ASSIGNMENT :: Exactly as they appear, print the line with "Confirm & Save Cancel." and each line after it through the end of the entries below; leave out pictures.

RECORD SET ::
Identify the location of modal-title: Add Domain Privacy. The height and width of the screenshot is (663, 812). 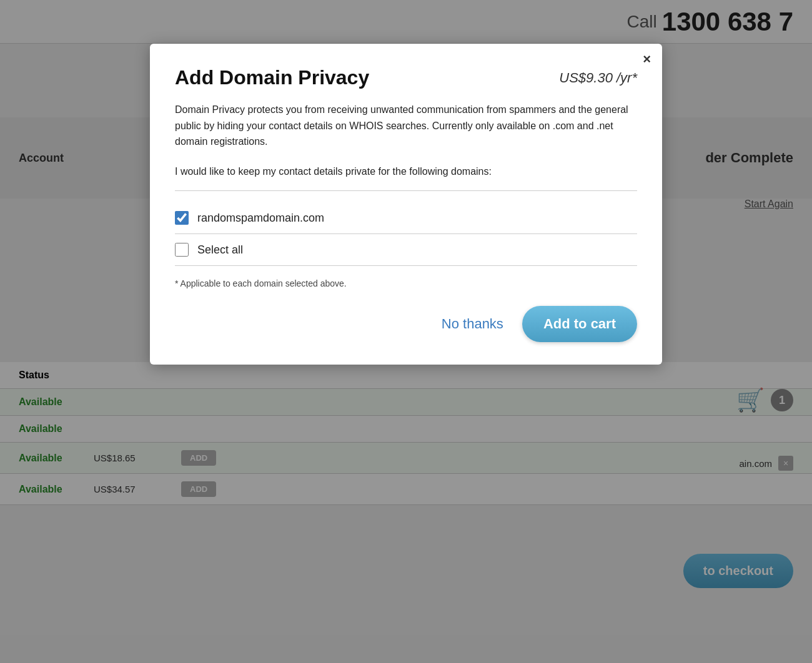
(272, 77).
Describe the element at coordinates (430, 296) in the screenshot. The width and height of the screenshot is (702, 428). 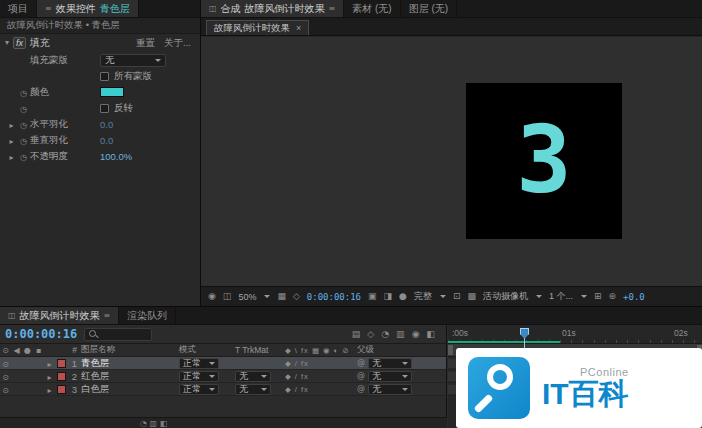
I see `resolution-dropdown: 完整` at that location.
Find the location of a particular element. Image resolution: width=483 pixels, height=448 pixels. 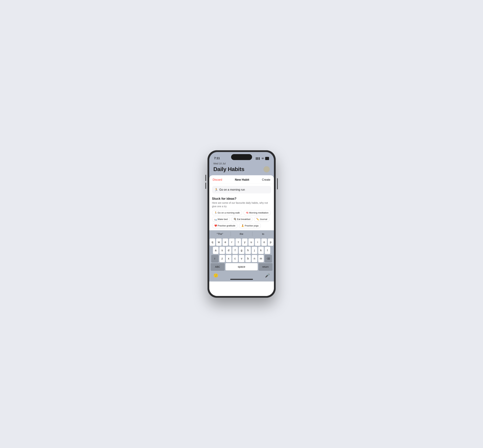

keyboard-bottom-row: ABC space return is located at coordinates (242, 267).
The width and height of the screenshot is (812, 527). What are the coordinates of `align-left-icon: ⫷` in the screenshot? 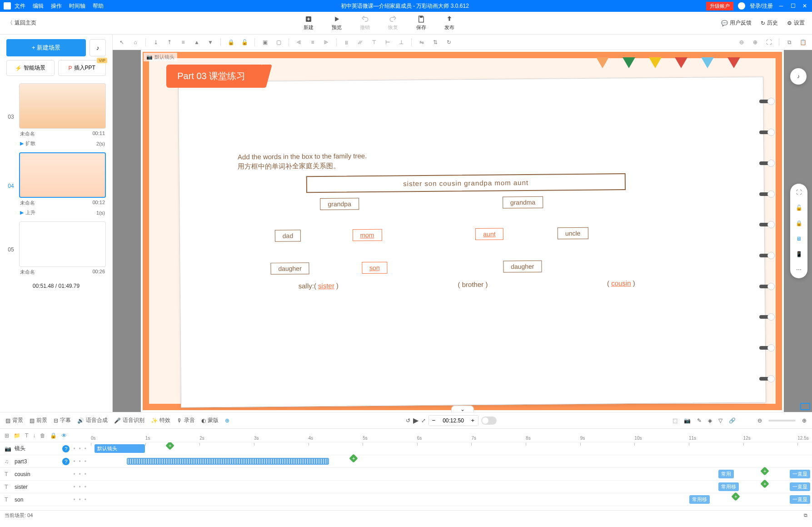 It's located at (299, 42).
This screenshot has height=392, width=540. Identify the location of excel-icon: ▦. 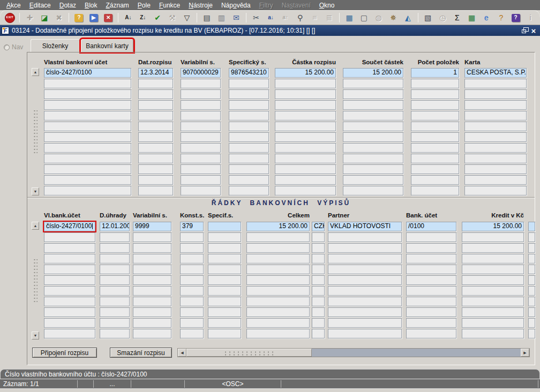
(472, 18).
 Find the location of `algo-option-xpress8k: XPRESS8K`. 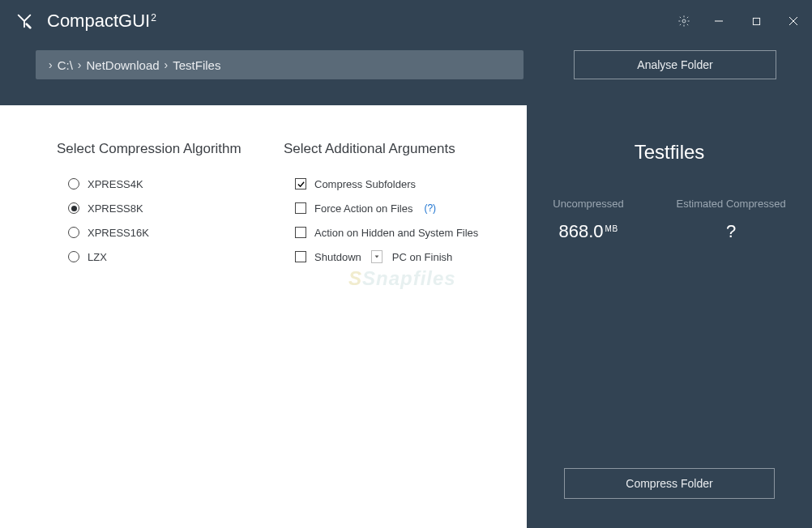

algo-option-xpress8k: XPRESS8K is located at coordinates (176, 208).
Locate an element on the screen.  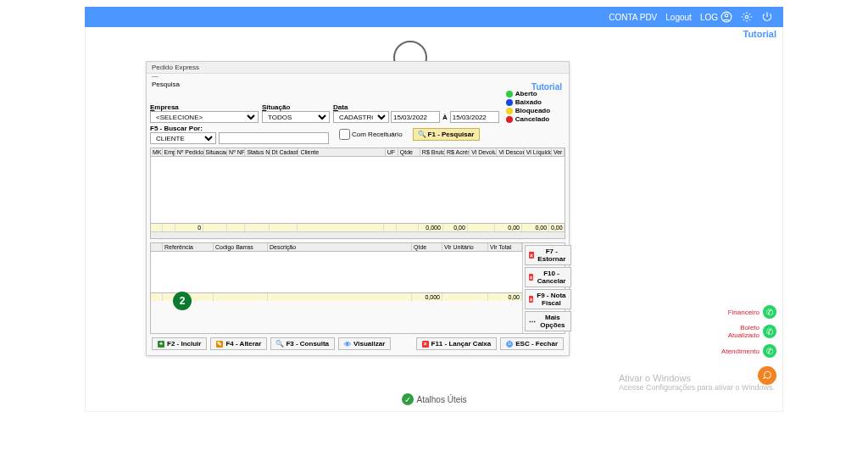
itens-grid-body is located at coordinates (337, 272).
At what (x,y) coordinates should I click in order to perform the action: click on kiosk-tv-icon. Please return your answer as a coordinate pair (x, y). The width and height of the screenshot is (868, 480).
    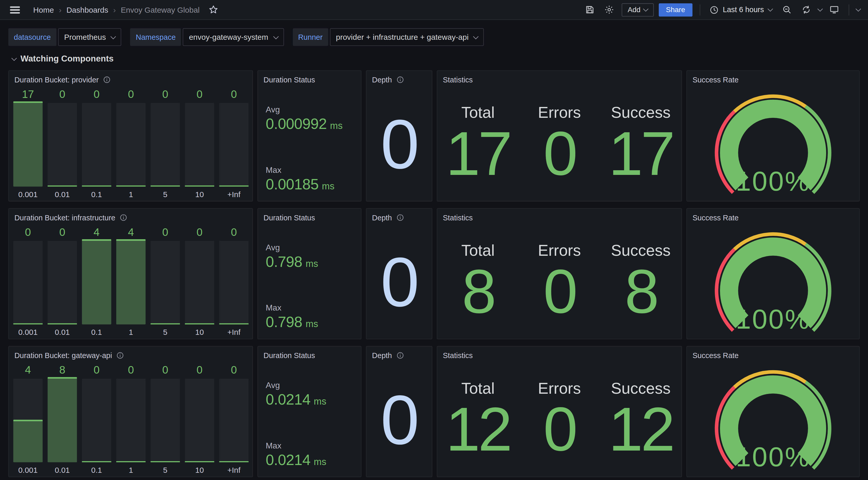
    Looking at the image, I should click on (834, 10).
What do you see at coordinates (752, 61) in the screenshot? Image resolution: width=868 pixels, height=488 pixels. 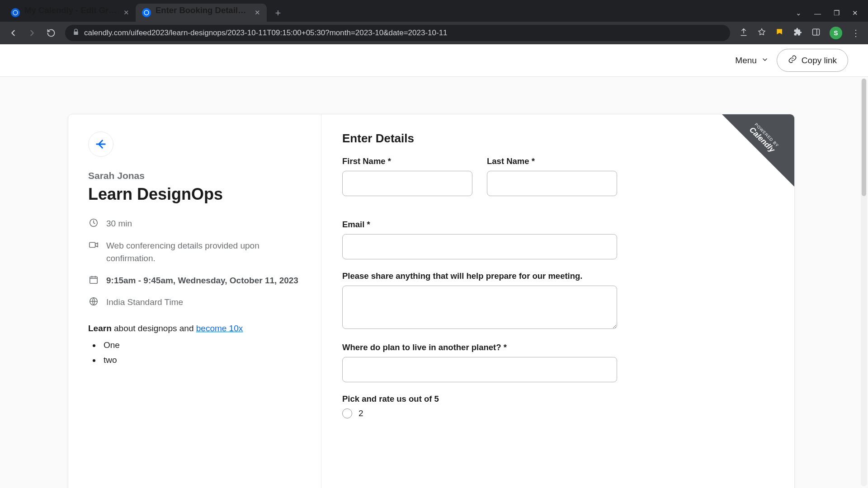 I see `menu-dropdown: Menu` at bounding box center [752, 61].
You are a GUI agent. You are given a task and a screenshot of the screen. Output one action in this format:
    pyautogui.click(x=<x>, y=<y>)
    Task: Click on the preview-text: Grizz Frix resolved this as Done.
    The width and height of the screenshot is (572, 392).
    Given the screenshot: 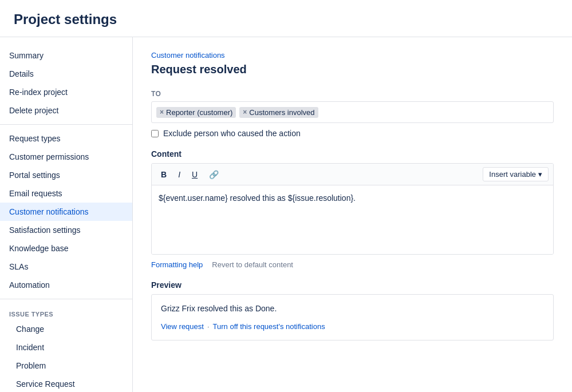 What is the action you would take?
    pyautogui.click(x=353, y=308)
    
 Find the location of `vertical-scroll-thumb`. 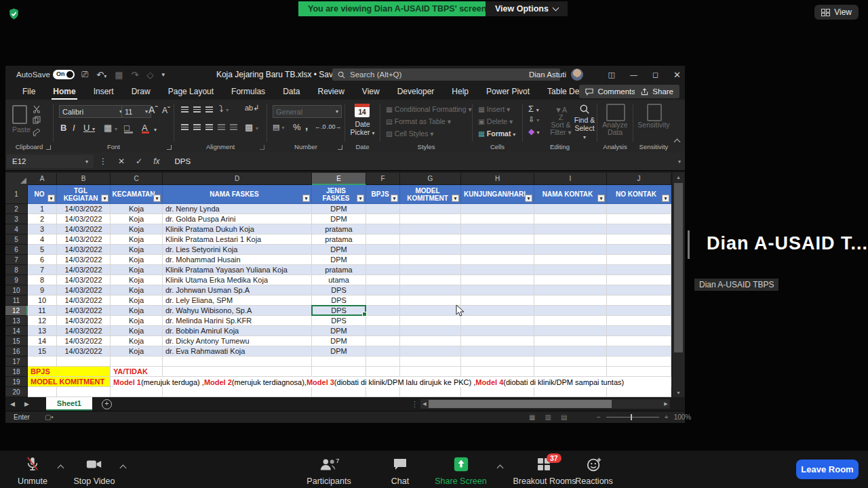

vertical-scroll-thumb is located at coordinates (678, 268).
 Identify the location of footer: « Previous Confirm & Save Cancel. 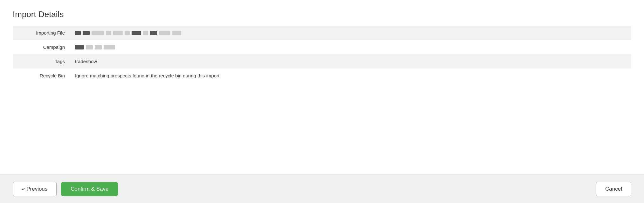
(322, 189).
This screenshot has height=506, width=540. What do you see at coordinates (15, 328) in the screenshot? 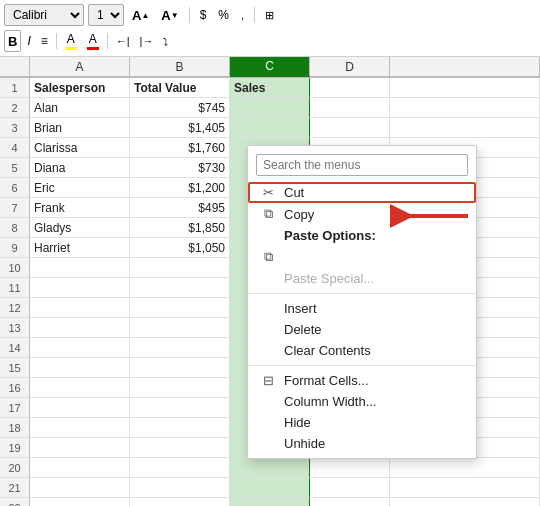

RESPONSE TO THIS EXERCISE ::
 Identify the location of footer: « Previous Confirm & Save Cancel. 
(322, 189).
This screenshot has height=506, width=540. What do you see at coordinates (15, 328) in the screenshot? 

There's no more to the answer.